M2StyleGS: Multi-Modality 3D Style Transfer with Gaussian Splatting
Pith reviewed 2026-05-13 17:37 UTC · model grok-4.3
The pith
M2StyleGS performs real-time multi-modal 3D style transfer on Gaussian splatting scenes by aligning CLIP-derived text-visual features to VGG style features via subdivisive flow plus observation and suppression losses, reporting up to 32.92% consistency gains.
A machine-rendered reading of the paper's core claim, the machinery that carries it, and where it could break.
Core claim
M2StyleGS can employ text or images as references to generate a set of style-enhanced novel views. Our experiments show that M2StyleGS achieves better visual quality and surpasses the previous work by up to 32.92% in terms of consistency.
Load-bearing premise
The subdivisive flow produces a precise alignment between the mapped CLIP text-visual combination feature and the VGG style feature without introducing new artifacts, and the observation and suppression losses reliably improve style matching while preserving scene content.

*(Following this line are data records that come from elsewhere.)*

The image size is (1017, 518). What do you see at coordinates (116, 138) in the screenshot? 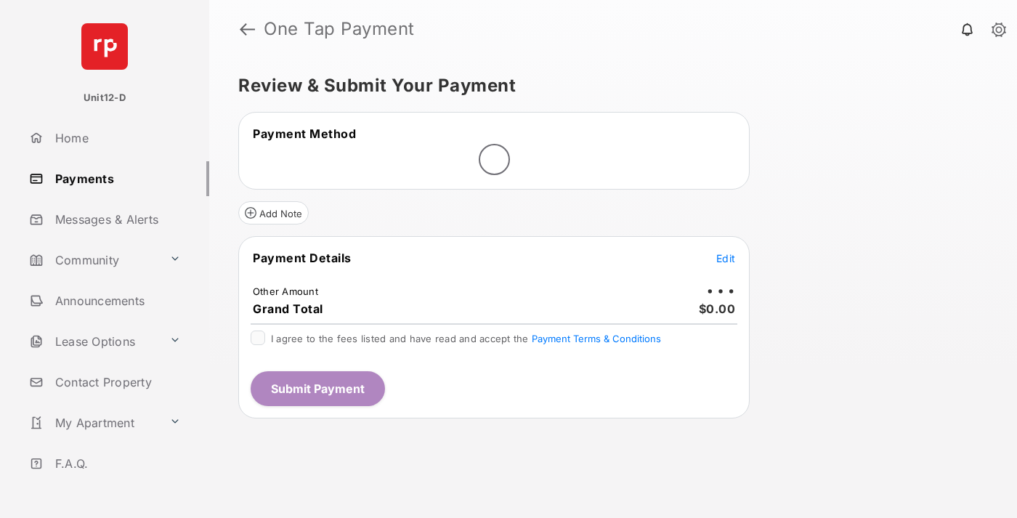
I see `a: Home` at bounding box center [116, 138].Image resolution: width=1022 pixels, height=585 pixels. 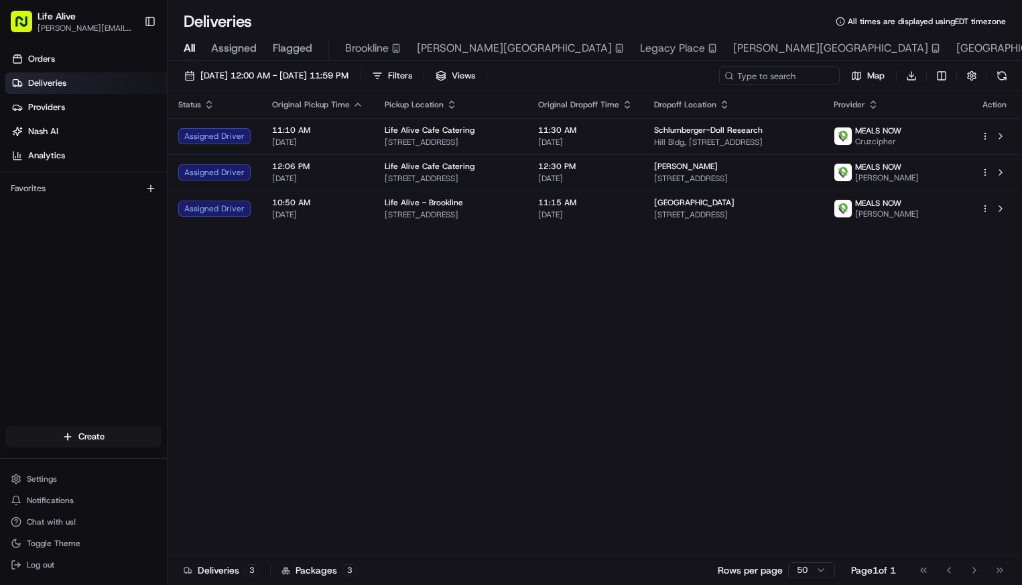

read the original abstract
Conventional 3D style transfer methods rely on a fixed reference image to apply artistic patterns to 3D scenes. However, in practical applications such as virtual or augmented reality, users often prefer more flexible inputs, including textual descriptions and diverse imagery. In this work, we introduce a novel real-time styling technique M2StyleGS to generate a sequence of precisely color-mapped views. It utilizes 3D Gaussian Splatting (3DGS) as a 3D presentation and multi-modality knowledge refined by CLIP as a reference style. M2StyleGS resolves the abnormal transformation issue by employing a precise feature alignment, namely subdivisive flow, it strengthens the projection of the mapped CLIP text-visual combination feature to the VGG style feature. In addition, we introduce observation loss, which assists in the stylized scene better matching the reference style during the generation, and suppression loss, which suppresses the offset of reference color information throughout the decoding process. By integrating these approaches, M2StyleGS can employ text or images as references to generate a set of style-enhanced novel views. Our experiments show that M2StyleGS achieves better visual quality and surpasses the previous work by up to 32.92% in terms of consistency.
Editorial analysis
A structured set of objections, weighed in public.
Referee Report
Summary. The manuscript introduces M2StyleGS, a real-time multi-modality 3D style transfer technique built on 3D Gaussian Splatting that accepts either text or image references. It refines multi-modal style information via CLIP and proposes a subdivisive flow to align the resulting features with VGG style features, together with an observation loss and a suppression loss intended to improve style fidelity while preserving scene content. The central claim is that the method produces style-enhanced novel views with better visual quality and up to 32.92% higher consistency than prior work.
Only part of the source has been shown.